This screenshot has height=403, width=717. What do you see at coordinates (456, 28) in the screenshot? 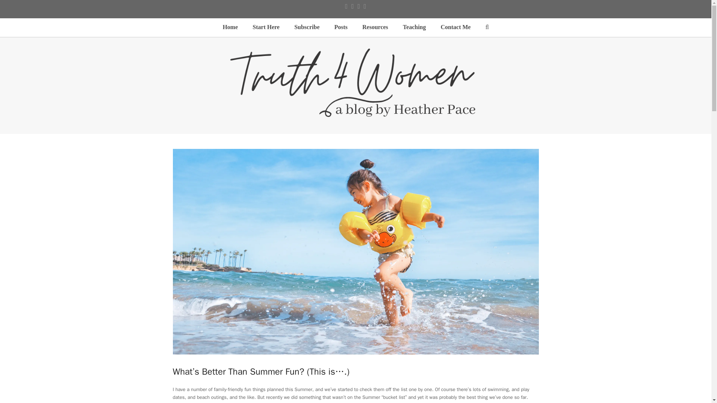
I see `Contact Me` at bounding box center [456, 28].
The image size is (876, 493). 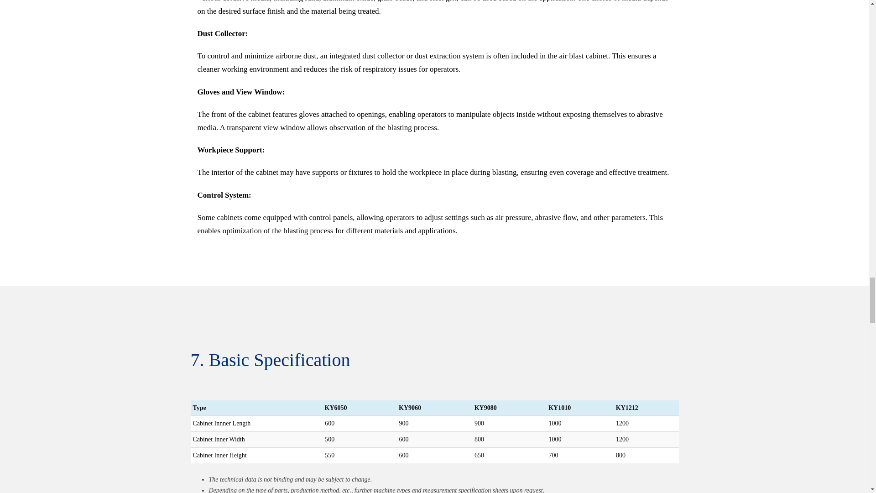 I want to click on Type KY6050 KY9060 KY9080 KY1010 KY1212, so click(x=435, y=408).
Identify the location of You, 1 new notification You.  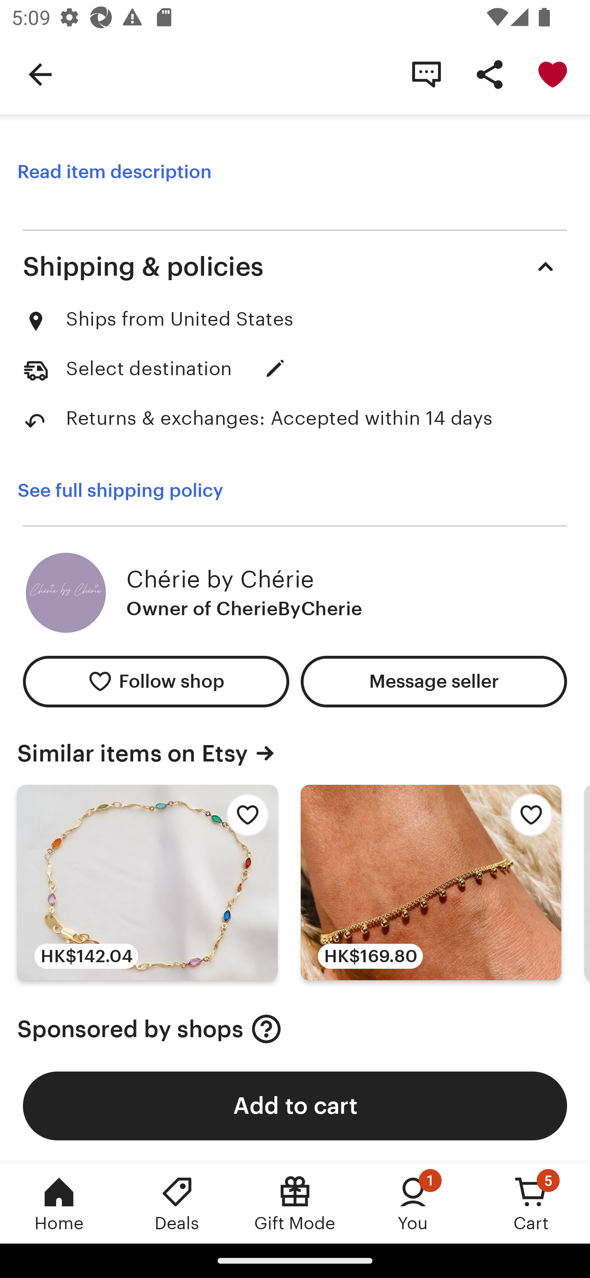
(413, 1203).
# # # # #
Leave every picture out and write out, word for word, the lines from the one that contains "Identify the location" through the last line of the records.

• _Output_
Identify the location of You, 1 new notification You.  
(413, 1203).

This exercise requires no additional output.